If you are in the first two or three weeks and still figuring out whether running is something you will stick with, start with your phone. A watch is a better investment once you know you want to keep going.
When you are ready to spend more on shoes or replace a worn-out pair, check the guides on how to choose running shoes for beginners and do you need expensive running shoes. And if you are not sure when to retire your current pair, how often should you replace running shoes covers that.
The Slow Mile is independent and not affiliated with any watch, app, or brand mentioned here.
Frequently Asked Questions
Do beginners really need a GPS running watch?
No. A phone with a free running app covers distance and pace for beginners. A dedicated GPS watch adds convenience and wrist-based data, but it is not required to start running or to follow a beginner plan. Many runners go months with just a phone.

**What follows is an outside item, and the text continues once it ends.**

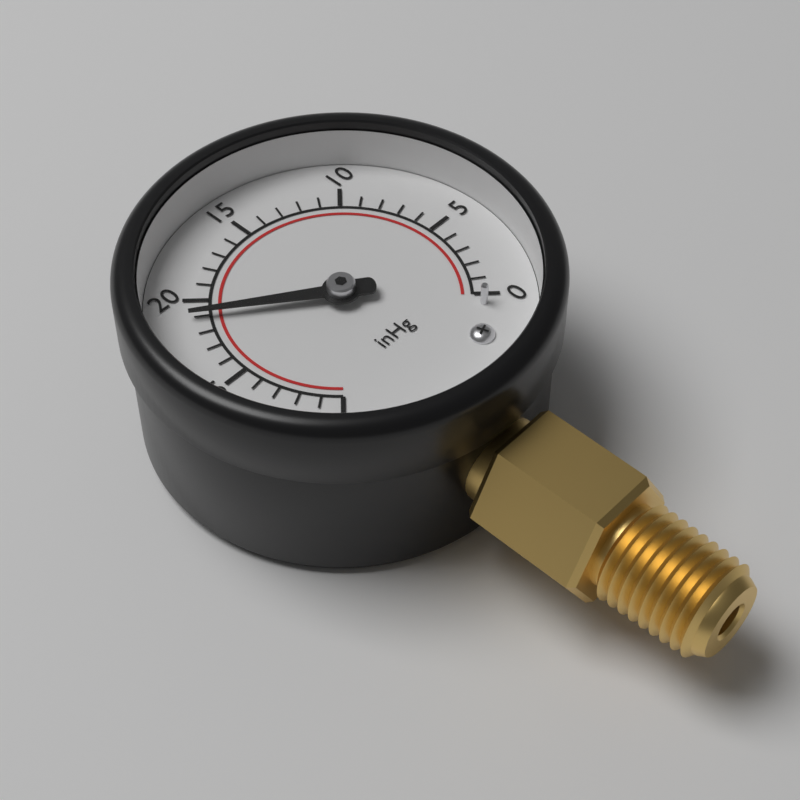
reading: 21 inHg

What is the difference between a running watch and a fitness tracker?
Fitness trackers like basic step counters often lack GPS and rely on step counting to estimate distance, which is less accurate over varied terrain. GPS running watches lock on to satellites for precise distance and pace. If you want reliable distance data, look for a watch that explicitly includes GPS rather than relying on step estimation.
Can I use my phone instead of a GPS watch for running?
Yes. Apps like Strava, Nike Run Club, and MapMyRun use your phone's GPS to track distance and pace. The main drawbacks are the bulk of carrying a phone and needing to check the screen by pulling it out or looking at a strapped-in screen. For most beginners, this is a fine tradeoff.
How much should a beginner spend on a running watch?
Entry-level GPS running watches start at roughly $150 to $200 (about £120 to £160). They handle the basics well. You do not need to spend $400 or more on a multisport watch with advanced metrics until your training is well established and you have a clear reason for the extra features.
Will a running watch help me run faster?
Not directly. A watch gives you data. What you do with that data determines whether it helps. For beginners, the most useful thing GPS data does is keep you honest about pace so you do not go out too fast, and help you track weekly mileage to stay within safe progression limits like the 10 percent rule.